General Discussion
In reply to the discussion: The Billionaires Plan To Escape From Us [View all]WSHazel
(627 posts)With a few exceptions, most Europeans lived in some form of feudal society from about the 6th century through the 15th or 16th century. Even then, most agricultural workers, which was most workers, lived as virtual serfs through the 17th and into the 18th century. The idea that there were widespread communal lands that people worked collectively in harmony is a fantasy. Life was brutal and short for the vast majority of Europeans into the 19th century. The development of cities in the late Middle Ages did lead to greater freedom and opportunity, which is why so many people migrated to the cities in the Renaissance and after. Places like Venice and Florence, Amsterdam, Hamburg and Antwerp provided a much better quality of life for their residents.
With the American and then French Revolution, followed by the transition to greater democracy in Great Britain, there was an explosion of innovation and improvements in quality of life and lifespan, starting around 1800. Most economic historians that have opined on this topic believe that somewhere between 90% and 95% of all major innovations in human history have occurred since 1800.
Most conflicts over that period involving the developed world have resulted from the traditional feudal culture struggling to adjust to a technological society where the most effective organizations are collaborative and dynamic instead of autocratic and static. The American Civil War, the Revolutions of 1848, the Meiji Restoration, China for most of the 20th century, the Russian Revolution, throwing off the colonial yokes in South America, Asia and Africa, and the Arab Spring, all have this dynamic to some extent.
The most dangerous societies are ones where a traditionalist ruling class gets control of a rapidly advancing economy. Examples of this are Germany and Russia prior to World War I, and Japan prior to World War II. The ruling classes in those countries were not responsible for those countries' rapid development, and those ruling classes misunderstood the source of their power and misused that power badly as a result.
I am of Western European descent, and I live with freedoms and a quality of life that my ancestors could not dream of 300 years ago. If Slavery is America's original sin, Feudalism is the West's original sin. It was a brutal social construct that resulted in centuries of 90% of all people living in misery and virtual slavery. The idea that there was some primitive, communal utopia under Feudalism is absurd.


* ASSIGNED TASK
Among the entries below, find the lines holding "Home" and copy them.

◆ ◆ ◆ ◆ ◆ ◆ ◆

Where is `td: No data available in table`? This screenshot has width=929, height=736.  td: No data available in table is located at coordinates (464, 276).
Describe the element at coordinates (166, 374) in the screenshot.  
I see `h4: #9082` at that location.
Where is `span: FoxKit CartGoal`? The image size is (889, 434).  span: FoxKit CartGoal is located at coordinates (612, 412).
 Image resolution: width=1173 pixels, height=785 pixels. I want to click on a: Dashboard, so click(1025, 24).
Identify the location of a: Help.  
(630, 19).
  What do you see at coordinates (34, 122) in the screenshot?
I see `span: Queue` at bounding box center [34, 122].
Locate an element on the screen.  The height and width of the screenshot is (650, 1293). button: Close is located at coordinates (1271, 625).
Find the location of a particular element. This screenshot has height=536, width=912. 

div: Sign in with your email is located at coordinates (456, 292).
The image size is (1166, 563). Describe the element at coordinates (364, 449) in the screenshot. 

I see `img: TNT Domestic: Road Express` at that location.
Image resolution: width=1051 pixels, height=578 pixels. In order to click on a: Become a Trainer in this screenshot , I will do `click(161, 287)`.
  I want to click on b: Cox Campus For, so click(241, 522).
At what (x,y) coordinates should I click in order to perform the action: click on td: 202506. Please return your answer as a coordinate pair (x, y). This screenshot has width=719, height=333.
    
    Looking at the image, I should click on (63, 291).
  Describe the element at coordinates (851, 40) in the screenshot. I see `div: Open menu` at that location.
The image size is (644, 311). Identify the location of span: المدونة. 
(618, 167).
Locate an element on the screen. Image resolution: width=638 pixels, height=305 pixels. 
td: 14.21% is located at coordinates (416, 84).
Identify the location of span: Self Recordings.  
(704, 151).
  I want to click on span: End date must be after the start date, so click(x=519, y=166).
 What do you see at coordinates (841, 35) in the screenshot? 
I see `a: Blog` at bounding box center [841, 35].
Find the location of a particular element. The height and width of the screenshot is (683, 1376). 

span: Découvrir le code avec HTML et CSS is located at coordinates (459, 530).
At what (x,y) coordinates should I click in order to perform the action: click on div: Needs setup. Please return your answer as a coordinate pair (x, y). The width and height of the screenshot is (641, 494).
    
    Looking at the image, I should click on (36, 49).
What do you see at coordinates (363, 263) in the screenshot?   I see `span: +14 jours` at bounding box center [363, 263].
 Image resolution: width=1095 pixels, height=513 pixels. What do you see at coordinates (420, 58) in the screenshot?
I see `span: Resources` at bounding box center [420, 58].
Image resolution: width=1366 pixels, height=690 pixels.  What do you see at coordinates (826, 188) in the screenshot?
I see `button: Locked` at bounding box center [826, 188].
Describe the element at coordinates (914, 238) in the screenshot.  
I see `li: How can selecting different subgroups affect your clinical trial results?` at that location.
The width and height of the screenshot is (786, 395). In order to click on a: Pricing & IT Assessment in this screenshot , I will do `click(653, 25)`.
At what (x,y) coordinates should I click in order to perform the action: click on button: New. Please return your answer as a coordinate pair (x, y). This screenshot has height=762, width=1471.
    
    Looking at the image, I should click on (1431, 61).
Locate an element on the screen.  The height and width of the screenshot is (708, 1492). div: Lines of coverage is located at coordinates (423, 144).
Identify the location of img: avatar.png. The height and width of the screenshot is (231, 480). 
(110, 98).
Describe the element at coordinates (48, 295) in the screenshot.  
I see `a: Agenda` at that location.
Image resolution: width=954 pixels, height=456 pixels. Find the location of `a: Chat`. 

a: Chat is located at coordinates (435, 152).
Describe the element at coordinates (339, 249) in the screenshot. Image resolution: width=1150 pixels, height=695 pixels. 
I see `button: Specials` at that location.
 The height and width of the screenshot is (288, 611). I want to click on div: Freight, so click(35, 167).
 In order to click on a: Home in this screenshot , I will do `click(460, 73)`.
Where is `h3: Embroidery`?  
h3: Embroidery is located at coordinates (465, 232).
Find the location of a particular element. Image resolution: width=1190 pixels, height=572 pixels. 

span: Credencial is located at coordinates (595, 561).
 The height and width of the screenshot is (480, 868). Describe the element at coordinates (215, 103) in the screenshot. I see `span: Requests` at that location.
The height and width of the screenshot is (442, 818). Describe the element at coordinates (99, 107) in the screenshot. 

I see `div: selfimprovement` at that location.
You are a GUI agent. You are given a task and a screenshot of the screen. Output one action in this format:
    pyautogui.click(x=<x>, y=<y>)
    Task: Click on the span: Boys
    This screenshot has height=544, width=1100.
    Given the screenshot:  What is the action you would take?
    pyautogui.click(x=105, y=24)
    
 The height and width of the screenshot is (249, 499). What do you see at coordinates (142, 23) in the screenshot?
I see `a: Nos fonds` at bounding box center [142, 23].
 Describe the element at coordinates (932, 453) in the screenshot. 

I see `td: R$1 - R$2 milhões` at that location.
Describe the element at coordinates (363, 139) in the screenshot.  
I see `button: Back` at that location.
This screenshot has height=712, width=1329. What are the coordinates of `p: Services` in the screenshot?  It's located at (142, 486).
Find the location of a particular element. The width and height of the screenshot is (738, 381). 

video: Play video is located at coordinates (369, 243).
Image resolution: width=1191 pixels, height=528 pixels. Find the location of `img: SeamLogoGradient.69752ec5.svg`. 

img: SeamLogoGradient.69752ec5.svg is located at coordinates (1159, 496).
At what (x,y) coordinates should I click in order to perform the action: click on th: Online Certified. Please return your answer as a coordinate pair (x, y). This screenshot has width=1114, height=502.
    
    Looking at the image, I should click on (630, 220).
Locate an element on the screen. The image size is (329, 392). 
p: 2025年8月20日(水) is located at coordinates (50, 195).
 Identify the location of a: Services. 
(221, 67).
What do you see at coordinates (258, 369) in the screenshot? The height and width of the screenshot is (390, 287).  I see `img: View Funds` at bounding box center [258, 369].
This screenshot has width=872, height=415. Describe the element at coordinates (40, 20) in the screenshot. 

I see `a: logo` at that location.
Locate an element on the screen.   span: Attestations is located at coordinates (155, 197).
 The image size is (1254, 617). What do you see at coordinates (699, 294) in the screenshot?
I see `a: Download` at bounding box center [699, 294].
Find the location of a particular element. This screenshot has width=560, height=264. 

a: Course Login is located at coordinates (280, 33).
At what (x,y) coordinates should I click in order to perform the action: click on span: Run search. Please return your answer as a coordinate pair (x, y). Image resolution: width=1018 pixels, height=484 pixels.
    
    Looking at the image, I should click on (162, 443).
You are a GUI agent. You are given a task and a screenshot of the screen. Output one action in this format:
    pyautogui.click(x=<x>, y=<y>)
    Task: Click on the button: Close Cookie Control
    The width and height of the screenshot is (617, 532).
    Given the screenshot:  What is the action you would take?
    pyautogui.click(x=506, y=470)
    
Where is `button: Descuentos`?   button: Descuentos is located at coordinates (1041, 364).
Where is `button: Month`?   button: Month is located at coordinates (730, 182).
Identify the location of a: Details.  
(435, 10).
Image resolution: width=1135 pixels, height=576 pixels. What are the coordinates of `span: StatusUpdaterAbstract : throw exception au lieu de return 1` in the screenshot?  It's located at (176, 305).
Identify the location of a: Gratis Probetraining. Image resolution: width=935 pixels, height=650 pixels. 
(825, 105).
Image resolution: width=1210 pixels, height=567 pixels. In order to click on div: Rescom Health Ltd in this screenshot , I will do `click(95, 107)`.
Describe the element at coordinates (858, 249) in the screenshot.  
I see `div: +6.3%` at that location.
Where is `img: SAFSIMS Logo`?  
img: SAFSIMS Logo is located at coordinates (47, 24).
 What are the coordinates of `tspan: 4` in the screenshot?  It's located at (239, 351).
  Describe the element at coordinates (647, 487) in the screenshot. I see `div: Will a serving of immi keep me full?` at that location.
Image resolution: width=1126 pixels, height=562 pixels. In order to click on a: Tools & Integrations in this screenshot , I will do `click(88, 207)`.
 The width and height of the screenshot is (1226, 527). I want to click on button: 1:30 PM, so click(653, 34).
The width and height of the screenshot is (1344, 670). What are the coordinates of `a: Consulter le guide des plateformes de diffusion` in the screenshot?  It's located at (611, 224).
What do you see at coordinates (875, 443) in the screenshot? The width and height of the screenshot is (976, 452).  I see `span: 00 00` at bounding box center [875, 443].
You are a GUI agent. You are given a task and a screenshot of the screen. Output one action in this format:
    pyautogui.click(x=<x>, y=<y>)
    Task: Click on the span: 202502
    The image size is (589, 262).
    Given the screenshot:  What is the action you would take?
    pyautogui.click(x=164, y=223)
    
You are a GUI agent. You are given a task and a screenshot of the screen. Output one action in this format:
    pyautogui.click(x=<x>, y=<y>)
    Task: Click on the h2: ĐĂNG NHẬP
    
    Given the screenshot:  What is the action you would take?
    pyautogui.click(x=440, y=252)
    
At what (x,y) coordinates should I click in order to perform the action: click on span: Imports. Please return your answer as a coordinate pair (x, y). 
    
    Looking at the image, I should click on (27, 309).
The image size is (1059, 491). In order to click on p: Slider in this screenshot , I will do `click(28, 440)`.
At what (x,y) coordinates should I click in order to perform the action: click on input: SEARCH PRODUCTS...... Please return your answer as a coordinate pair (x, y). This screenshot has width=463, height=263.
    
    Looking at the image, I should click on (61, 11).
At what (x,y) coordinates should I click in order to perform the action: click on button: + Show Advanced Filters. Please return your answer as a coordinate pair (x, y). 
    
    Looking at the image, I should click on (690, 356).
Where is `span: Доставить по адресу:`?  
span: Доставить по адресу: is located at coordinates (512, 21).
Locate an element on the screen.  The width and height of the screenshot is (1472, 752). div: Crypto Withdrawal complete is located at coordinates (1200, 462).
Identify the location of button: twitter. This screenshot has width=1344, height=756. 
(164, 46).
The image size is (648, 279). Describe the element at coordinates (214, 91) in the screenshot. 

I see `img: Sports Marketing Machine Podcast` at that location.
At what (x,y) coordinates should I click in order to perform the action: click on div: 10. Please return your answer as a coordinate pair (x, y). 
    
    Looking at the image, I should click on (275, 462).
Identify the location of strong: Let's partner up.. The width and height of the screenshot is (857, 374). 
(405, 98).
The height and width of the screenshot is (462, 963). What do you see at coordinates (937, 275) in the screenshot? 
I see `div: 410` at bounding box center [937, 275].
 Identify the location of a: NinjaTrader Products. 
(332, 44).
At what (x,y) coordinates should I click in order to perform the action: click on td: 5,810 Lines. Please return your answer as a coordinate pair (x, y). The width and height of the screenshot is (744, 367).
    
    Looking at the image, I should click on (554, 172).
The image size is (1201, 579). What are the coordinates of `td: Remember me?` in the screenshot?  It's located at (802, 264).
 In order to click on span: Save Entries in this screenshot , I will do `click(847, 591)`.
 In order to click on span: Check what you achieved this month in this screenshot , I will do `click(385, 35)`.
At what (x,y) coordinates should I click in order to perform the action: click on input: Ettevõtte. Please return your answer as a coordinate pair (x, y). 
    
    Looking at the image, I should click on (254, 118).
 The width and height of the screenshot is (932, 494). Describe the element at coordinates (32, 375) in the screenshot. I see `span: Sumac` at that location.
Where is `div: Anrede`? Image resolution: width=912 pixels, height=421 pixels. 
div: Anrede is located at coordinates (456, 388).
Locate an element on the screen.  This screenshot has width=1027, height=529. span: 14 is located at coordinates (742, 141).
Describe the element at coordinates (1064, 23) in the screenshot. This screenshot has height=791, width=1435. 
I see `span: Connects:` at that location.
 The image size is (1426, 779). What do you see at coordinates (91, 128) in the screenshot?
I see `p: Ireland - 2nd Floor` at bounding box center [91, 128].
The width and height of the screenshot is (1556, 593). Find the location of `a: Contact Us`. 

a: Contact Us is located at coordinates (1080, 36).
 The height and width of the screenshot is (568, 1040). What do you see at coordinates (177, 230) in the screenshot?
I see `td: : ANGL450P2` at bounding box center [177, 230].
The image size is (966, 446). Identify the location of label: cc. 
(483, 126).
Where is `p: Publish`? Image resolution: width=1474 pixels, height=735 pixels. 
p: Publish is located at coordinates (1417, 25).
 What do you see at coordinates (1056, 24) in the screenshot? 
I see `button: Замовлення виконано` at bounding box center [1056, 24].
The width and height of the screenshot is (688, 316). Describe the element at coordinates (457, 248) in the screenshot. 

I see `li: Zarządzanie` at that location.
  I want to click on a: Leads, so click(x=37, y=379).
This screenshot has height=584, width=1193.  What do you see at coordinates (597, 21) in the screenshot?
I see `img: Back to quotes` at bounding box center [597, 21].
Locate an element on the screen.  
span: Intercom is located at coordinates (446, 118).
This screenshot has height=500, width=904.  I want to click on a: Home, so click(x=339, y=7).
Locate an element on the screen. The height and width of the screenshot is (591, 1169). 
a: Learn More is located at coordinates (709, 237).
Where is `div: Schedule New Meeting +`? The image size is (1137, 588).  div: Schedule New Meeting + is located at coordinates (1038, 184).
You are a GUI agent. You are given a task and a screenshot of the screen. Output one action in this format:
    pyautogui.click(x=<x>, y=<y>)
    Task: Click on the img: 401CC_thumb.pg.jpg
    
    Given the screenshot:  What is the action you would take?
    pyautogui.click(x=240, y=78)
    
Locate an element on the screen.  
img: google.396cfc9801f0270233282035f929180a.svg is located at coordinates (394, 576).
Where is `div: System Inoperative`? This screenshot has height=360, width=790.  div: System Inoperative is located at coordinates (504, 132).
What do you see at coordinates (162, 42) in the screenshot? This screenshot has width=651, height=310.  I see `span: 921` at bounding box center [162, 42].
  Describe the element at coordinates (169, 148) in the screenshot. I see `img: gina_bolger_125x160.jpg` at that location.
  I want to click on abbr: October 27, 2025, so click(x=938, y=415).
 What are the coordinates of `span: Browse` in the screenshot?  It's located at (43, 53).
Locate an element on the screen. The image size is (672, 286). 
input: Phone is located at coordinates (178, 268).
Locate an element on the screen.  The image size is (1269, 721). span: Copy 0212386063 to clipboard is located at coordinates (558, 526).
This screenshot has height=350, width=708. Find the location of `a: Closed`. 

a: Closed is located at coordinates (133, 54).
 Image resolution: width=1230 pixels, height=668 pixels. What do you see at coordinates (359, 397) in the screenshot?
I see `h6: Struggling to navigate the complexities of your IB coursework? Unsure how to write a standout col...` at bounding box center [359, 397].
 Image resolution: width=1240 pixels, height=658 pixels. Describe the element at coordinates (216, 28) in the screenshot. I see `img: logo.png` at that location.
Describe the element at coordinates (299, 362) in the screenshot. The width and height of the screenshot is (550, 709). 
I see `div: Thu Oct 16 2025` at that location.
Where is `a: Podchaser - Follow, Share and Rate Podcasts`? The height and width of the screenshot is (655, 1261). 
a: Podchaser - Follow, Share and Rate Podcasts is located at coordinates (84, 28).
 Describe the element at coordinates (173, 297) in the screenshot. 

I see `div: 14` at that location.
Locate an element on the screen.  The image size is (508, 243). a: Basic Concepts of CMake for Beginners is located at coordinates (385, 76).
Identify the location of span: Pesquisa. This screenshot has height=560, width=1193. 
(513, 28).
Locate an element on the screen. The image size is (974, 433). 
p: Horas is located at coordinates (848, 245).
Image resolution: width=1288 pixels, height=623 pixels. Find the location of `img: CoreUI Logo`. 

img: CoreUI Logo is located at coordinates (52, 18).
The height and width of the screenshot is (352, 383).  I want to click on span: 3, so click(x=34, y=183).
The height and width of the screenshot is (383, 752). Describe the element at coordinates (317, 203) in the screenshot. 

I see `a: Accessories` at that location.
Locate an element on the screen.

◆ ◆ ◆ ◆ ◆ ◆ ◆

* TASK RESULT
 In order to click on a: Home in this screenshot , I will do `click(460, 73)`.
This screenshot has height=500, width=904.  I want to click on a: Home, so click(x=339, y=7).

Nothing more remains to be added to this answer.